Informing statewide health policy processes

The Health Coverage Fellowship

Health reporters inside a helicopter

Enhancing health journalist coverage of critical healthcare issues in Mississippi

The Health Coverage Fellowship is designed to help newspaper, radio, television, and online reporters and editors do a better job covering critical health care issues. Each year twelve journalists are selected from across the country for an intensive nine days and nights of training.

Since 2013, the Bower Foundation has supported a Mississippi health reporter or editor to attend the fellowship each year.

The fellowship focuses on issues ranging from public health and mental health to covering the uninsured, controlling skyrocketing costs, and upgrading quality. More than 80 speakers participate each year, including top health officials, policy experts, and researchers. The program also brings its journalists into the field to watch first-hand how the system works, from walking the streets at night with mental health case workers to riding in a Medflight helicopter.

The fellowship is housed at Babson College’s Center for Executive Education in Wellesley, and is sponsored by the Blue Cross Blue Shield of Massachusetts Foundation in collaboration with other Foundations. The fellowship is directed by Larry Tye, a former Nieman fellow who covered health and the environment for 15 years at the Boston Globe and has written seven books.

The program continues after fellows return to their stations and papers. For the following year, fellows attend half-day follow-up sessions and continue to consult with Tye on story ideas, source suggestions, and general mentoring.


### PROBLEM TO SOLVE
Go through the data and copy each line where the word "Variance" shows up.
*** EXERCISE INPUT ***
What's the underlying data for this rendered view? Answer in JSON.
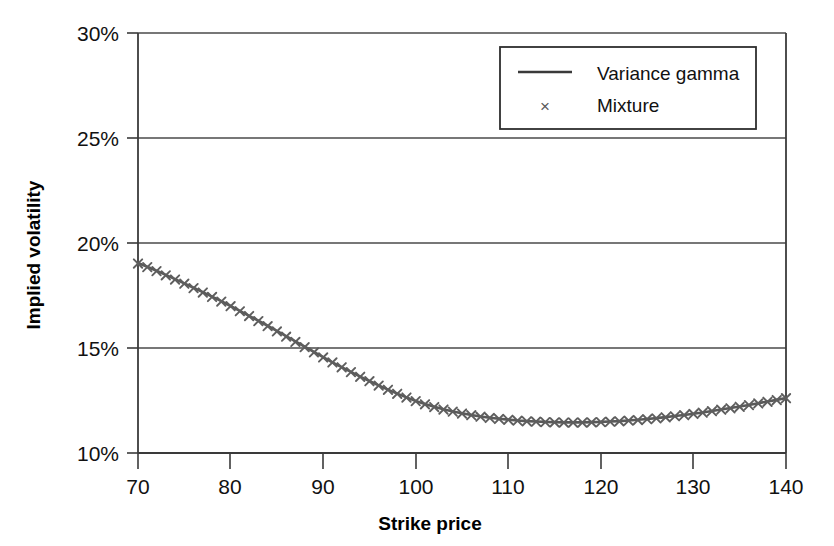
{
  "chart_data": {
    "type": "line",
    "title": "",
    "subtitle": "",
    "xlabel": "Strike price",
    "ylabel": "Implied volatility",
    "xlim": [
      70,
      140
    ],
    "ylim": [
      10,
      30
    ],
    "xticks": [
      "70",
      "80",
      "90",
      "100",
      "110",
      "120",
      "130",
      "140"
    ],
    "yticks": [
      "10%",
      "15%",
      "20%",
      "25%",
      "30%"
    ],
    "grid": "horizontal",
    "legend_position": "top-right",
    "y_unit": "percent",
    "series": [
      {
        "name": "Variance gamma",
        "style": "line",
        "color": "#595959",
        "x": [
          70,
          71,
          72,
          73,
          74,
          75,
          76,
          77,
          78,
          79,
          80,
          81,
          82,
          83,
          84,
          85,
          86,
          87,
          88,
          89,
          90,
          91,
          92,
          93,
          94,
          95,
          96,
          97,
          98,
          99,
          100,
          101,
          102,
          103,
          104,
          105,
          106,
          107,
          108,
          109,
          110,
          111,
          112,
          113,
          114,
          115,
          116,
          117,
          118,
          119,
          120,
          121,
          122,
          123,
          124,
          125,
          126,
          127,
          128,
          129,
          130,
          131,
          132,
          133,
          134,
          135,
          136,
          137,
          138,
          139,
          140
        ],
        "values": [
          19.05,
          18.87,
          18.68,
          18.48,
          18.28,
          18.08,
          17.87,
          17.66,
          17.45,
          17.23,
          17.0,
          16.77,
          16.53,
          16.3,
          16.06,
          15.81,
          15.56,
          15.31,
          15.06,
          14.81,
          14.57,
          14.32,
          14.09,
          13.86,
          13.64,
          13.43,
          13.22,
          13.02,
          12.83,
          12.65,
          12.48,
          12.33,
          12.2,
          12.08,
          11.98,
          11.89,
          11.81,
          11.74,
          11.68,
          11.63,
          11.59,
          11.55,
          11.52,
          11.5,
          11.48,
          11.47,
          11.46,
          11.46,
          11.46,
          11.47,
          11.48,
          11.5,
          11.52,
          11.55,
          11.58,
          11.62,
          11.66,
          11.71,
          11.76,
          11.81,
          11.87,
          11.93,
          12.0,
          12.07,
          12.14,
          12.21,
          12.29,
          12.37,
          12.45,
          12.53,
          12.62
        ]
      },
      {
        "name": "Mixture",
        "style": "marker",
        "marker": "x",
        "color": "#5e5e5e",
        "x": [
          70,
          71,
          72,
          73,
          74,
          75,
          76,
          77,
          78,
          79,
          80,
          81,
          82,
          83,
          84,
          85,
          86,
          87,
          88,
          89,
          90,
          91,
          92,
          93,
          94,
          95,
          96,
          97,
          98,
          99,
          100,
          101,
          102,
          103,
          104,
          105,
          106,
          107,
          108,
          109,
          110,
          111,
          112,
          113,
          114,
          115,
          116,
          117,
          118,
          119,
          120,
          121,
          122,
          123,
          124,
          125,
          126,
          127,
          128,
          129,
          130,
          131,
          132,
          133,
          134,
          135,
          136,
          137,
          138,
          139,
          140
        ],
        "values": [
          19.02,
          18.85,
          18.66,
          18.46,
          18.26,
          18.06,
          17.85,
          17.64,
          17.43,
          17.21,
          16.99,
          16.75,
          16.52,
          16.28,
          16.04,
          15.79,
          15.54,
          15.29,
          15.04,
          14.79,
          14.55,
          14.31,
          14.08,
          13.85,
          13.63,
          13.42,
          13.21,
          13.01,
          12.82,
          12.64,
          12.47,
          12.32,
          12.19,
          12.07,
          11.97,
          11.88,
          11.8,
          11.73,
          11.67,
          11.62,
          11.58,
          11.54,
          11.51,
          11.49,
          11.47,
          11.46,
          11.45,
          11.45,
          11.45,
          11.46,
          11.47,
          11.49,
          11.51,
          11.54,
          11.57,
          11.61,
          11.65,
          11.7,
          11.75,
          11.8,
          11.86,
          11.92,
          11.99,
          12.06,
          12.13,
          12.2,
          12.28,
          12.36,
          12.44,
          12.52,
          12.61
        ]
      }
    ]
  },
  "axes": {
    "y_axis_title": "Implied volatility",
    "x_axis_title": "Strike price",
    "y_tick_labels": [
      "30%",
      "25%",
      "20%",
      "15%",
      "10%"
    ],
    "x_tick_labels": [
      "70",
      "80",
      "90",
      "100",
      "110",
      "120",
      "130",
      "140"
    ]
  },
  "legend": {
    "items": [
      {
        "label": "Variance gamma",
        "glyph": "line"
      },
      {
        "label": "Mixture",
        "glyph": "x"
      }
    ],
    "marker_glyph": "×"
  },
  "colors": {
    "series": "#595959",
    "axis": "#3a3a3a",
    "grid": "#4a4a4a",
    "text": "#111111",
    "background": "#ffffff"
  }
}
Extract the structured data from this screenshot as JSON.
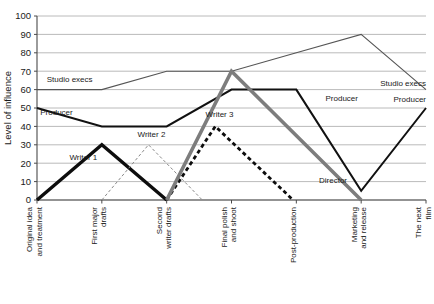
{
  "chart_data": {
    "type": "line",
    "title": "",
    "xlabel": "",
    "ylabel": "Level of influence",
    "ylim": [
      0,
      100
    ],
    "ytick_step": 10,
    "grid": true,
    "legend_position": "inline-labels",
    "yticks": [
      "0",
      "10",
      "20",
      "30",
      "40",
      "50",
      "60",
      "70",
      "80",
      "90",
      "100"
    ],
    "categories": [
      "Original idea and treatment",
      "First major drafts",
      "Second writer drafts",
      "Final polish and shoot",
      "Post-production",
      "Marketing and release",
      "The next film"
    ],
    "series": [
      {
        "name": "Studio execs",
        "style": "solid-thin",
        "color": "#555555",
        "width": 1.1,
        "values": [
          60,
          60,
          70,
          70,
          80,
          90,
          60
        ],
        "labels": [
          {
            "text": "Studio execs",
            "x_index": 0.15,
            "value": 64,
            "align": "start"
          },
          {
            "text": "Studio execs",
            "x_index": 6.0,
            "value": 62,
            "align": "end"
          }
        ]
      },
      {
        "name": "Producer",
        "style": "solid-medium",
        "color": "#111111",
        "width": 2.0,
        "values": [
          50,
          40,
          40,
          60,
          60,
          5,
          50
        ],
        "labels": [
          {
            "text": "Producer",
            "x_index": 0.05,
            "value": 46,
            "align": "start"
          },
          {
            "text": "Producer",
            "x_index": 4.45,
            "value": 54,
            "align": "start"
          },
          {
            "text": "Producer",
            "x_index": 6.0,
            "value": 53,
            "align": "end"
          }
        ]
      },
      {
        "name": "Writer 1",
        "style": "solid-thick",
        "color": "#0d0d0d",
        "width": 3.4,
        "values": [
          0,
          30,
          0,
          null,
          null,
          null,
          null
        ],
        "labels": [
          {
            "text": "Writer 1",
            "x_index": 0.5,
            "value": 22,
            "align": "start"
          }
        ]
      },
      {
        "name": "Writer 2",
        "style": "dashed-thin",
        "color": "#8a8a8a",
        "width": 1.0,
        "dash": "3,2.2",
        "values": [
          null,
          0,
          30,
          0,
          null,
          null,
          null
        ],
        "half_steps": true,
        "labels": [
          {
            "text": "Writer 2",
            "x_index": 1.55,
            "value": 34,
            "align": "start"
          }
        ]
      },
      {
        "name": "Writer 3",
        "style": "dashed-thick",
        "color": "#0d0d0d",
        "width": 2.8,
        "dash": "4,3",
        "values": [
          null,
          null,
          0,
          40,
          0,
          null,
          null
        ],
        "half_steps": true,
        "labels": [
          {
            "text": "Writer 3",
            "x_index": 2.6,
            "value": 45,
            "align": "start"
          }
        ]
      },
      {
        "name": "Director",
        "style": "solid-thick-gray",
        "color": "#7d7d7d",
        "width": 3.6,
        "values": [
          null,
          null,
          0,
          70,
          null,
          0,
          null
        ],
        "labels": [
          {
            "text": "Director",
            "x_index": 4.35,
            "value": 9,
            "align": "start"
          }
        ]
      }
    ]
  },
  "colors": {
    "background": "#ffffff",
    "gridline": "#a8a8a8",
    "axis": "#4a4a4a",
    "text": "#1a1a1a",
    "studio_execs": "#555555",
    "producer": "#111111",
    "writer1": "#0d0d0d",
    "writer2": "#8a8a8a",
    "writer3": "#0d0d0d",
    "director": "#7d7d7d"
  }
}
*** End of EXERCISE INPUT ***
### RESULT BELOW
        "name": "Variance gamma",
        "label": "Variance gamma",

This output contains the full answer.